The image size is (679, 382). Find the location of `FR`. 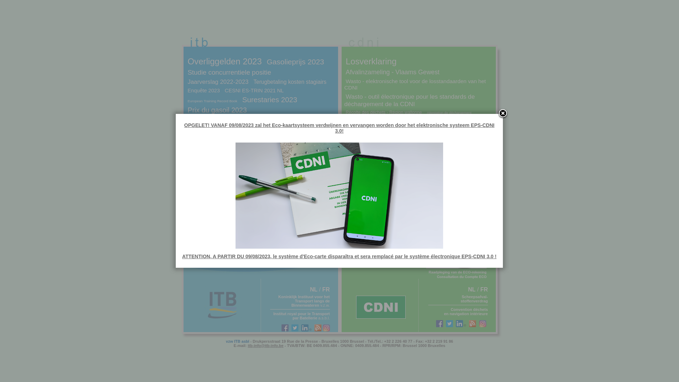

FR is located at coordinates (326, 289).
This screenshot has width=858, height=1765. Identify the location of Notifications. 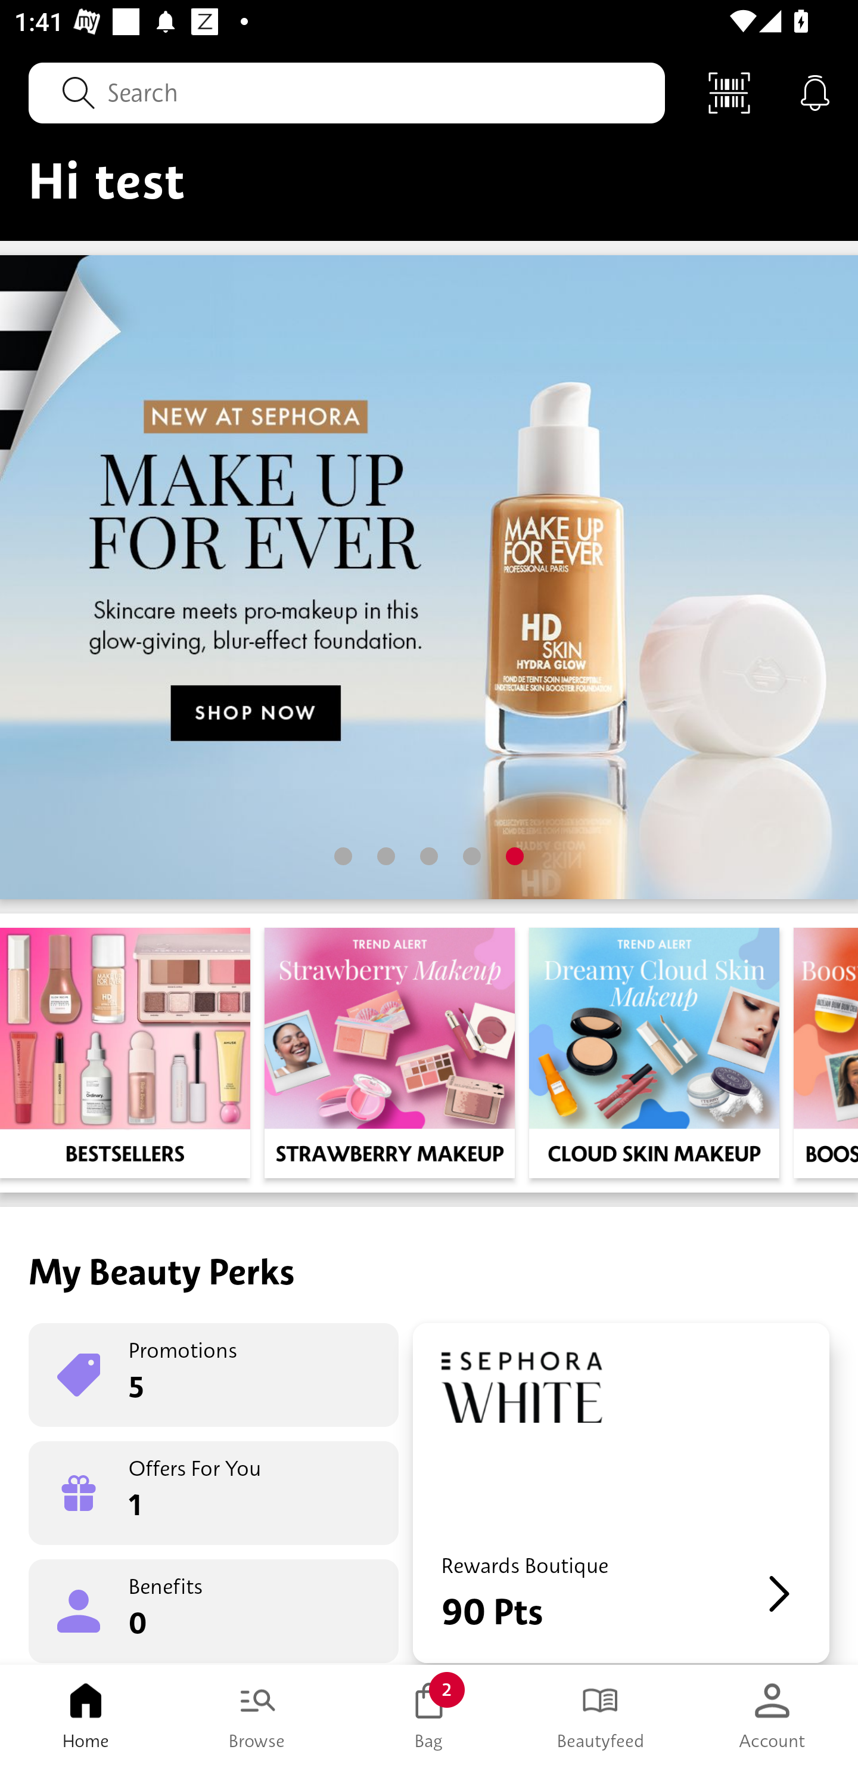
(815, 92).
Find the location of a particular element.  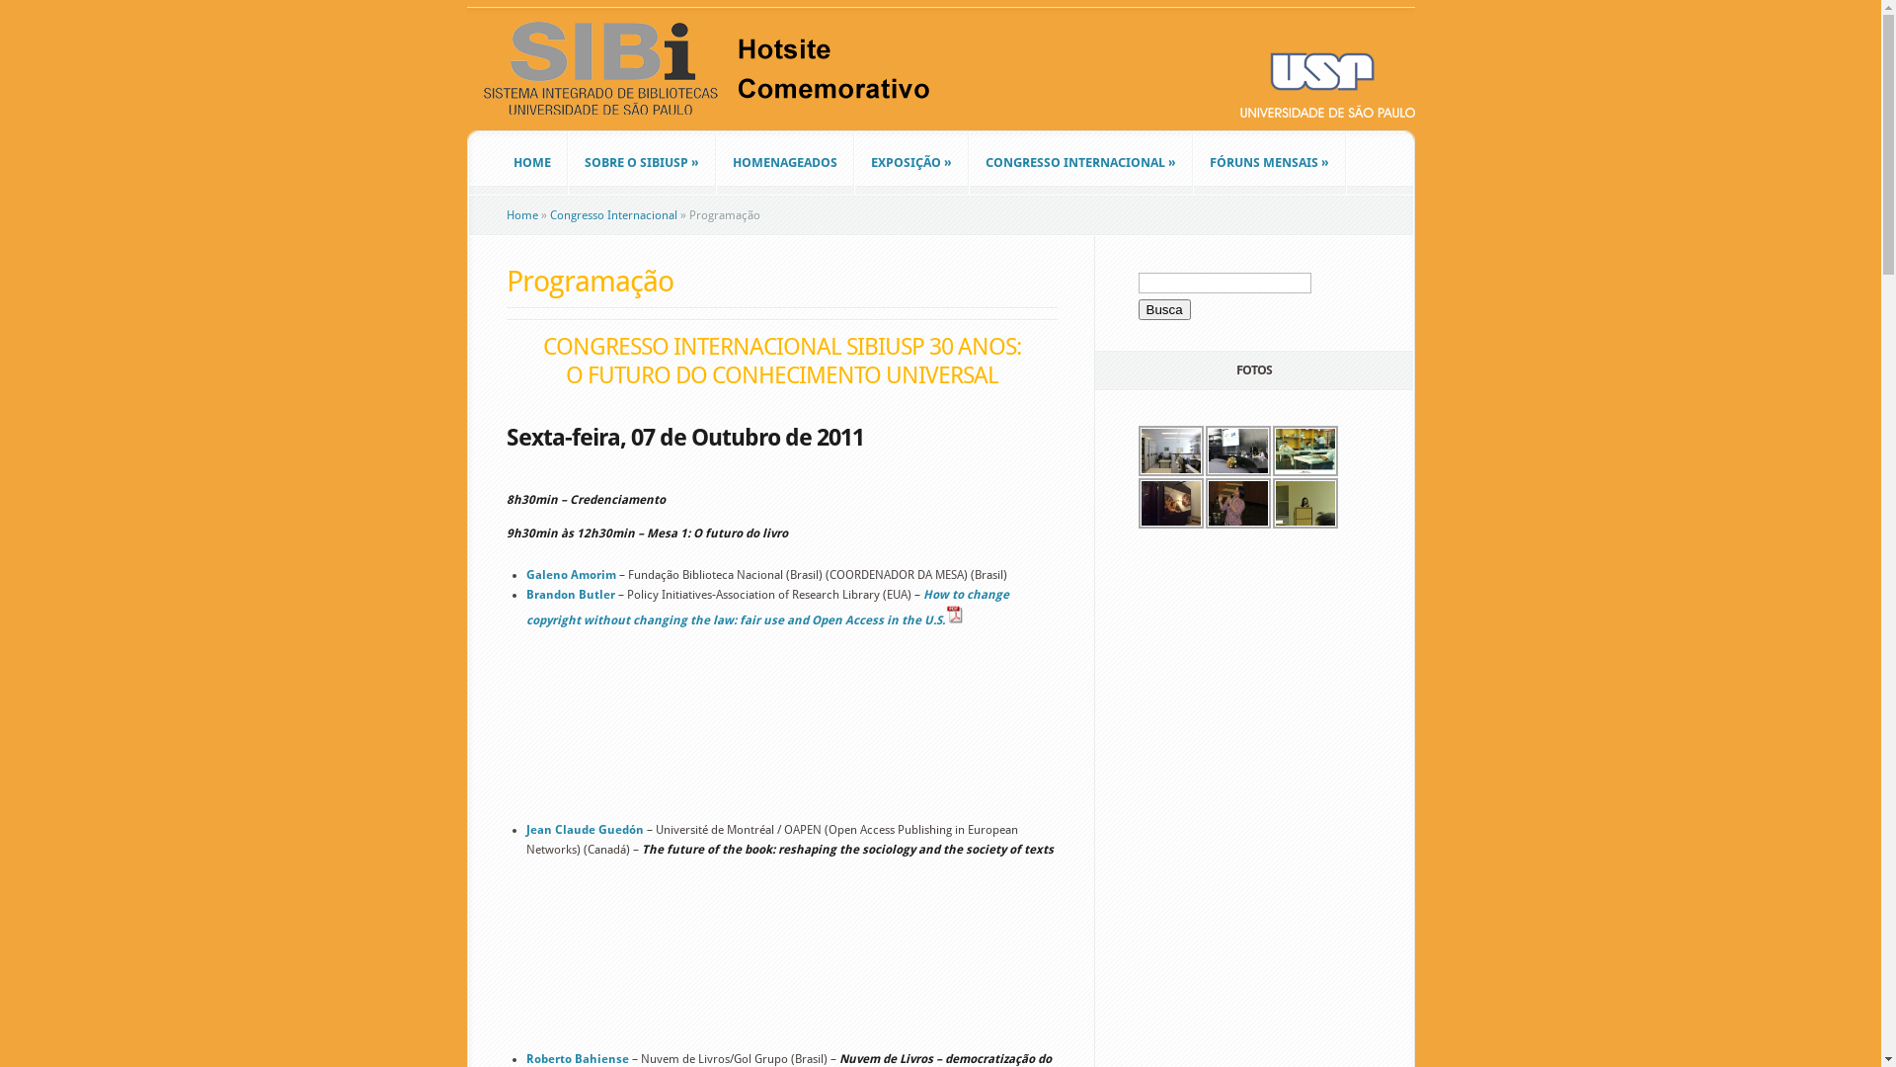

Congresso_SIBiUSP-30-Anos[095] is located at coordinates (1237, 450).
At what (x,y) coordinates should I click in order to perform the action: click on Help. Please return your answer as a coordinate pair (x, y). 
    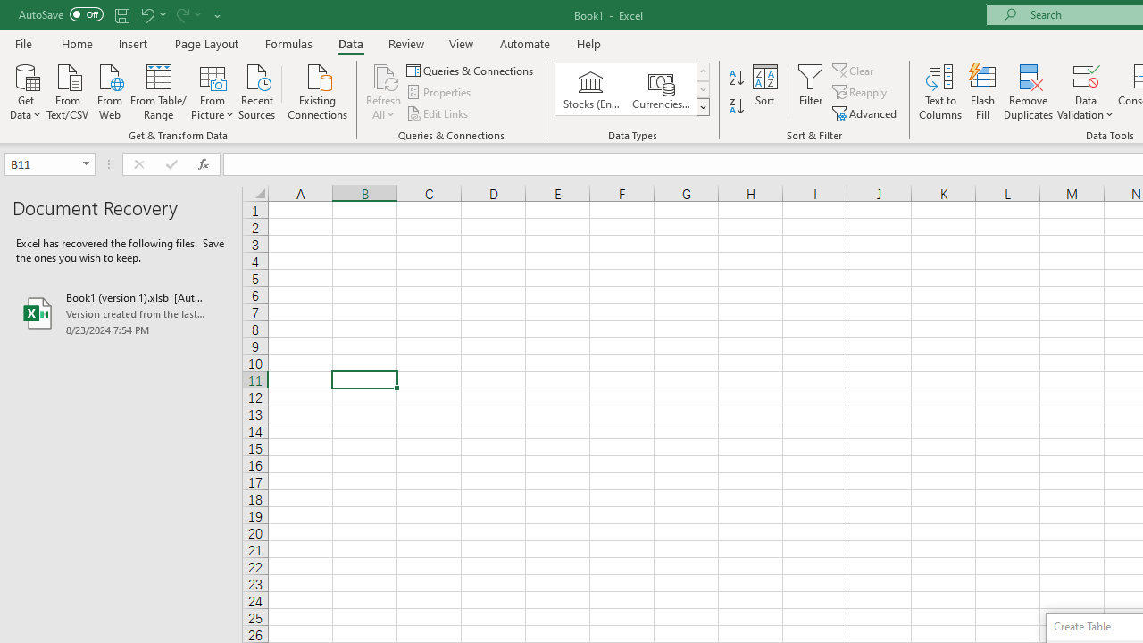
    Looking at the image, I should click on (589, 43).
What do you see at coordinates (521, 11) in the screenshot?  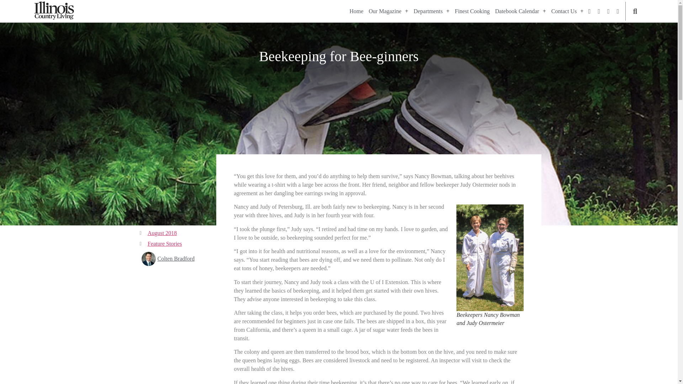 I see `Datebook Calendar` at bounding box center [521, 11].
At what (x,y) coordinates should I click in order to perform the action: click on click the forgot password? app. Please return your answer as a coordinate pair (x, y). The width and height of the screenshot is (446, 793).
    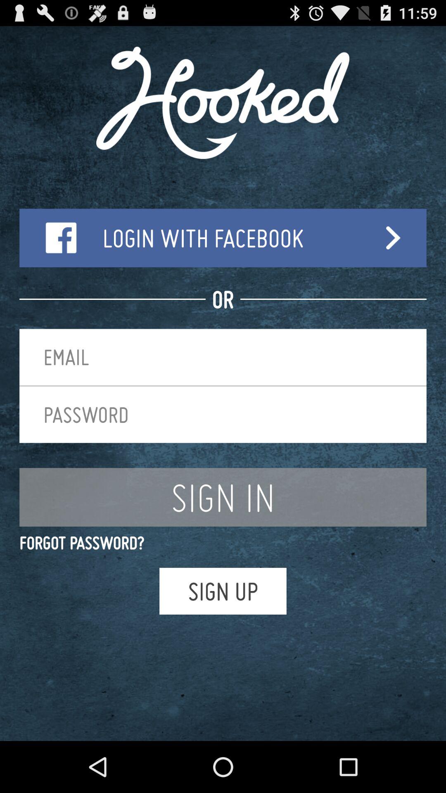
    Looking at the image, I should click on (223, 543).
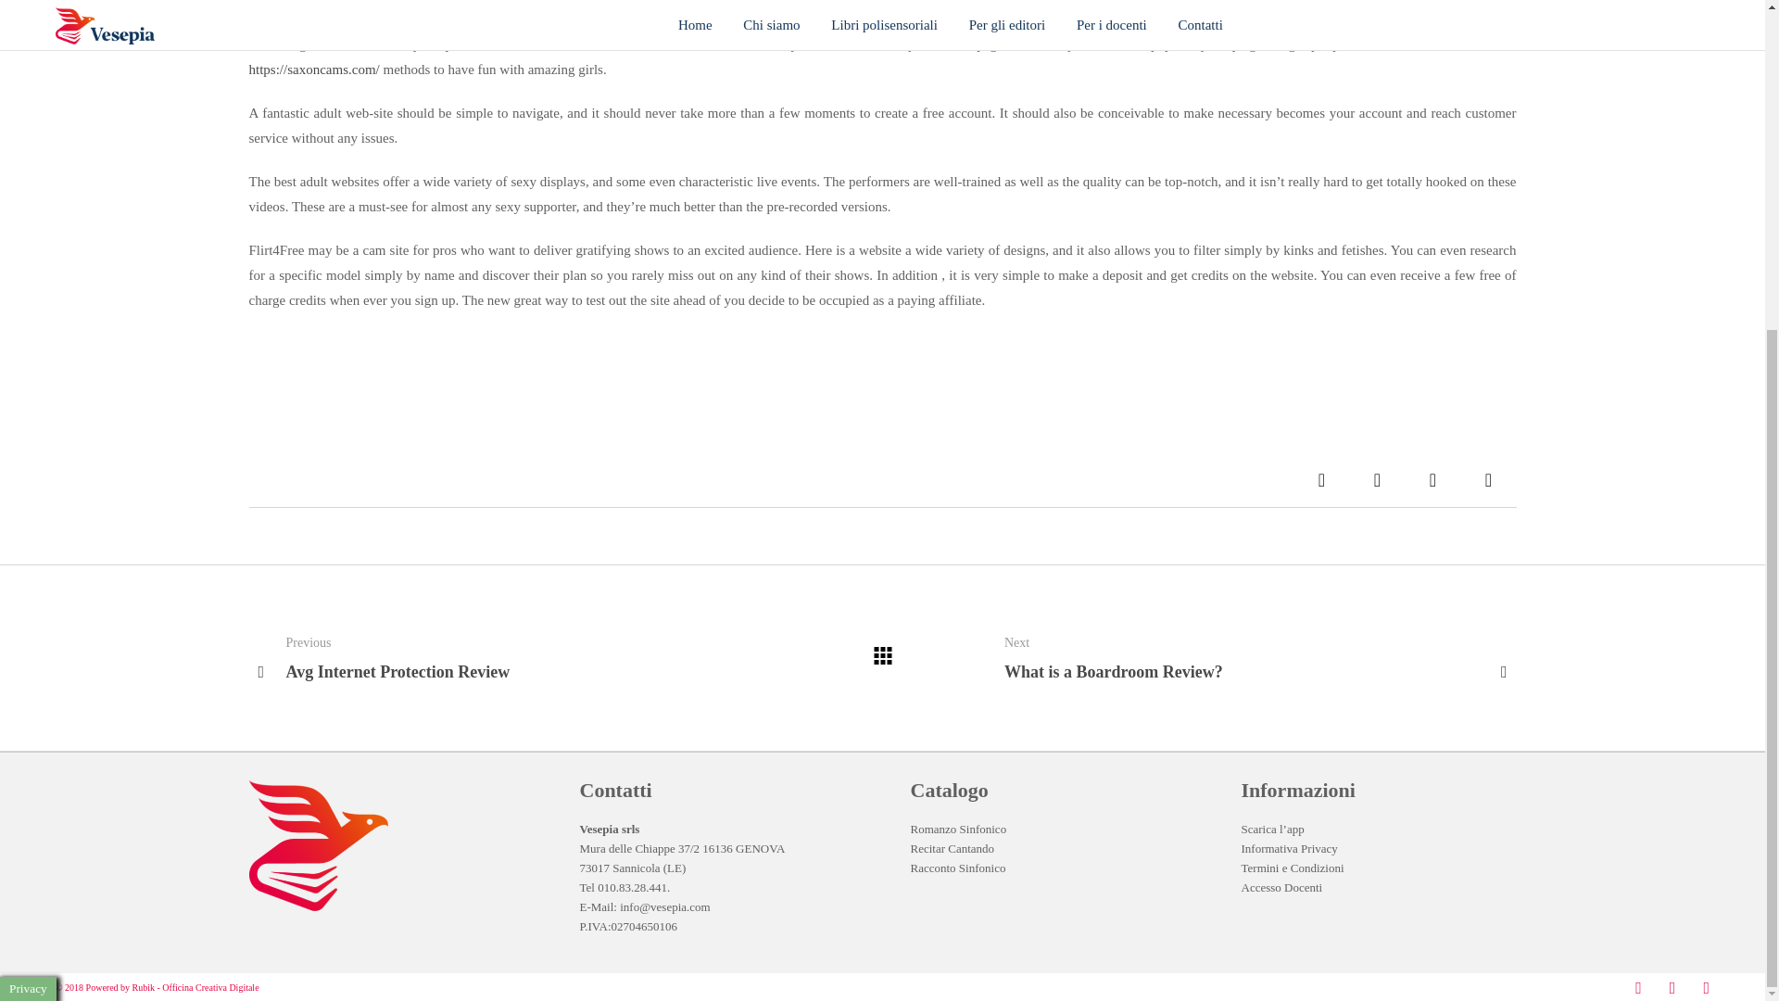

● ● ● ●

PROMPT:
Could you transcribe exactly the lines from the line containing "is (446, 793)." through the final line of the records, both included, and nothing beyond them? The pictures should be left out.

RESPONSE:
At what (x,y) coordinates should I click in order to perform the action: click on click the forgot password? app. Please return your answer as a coordinate pair (x, y). The width and height of the screenshot is (446, 793).
    Looking at the image, I should click on (223, 543).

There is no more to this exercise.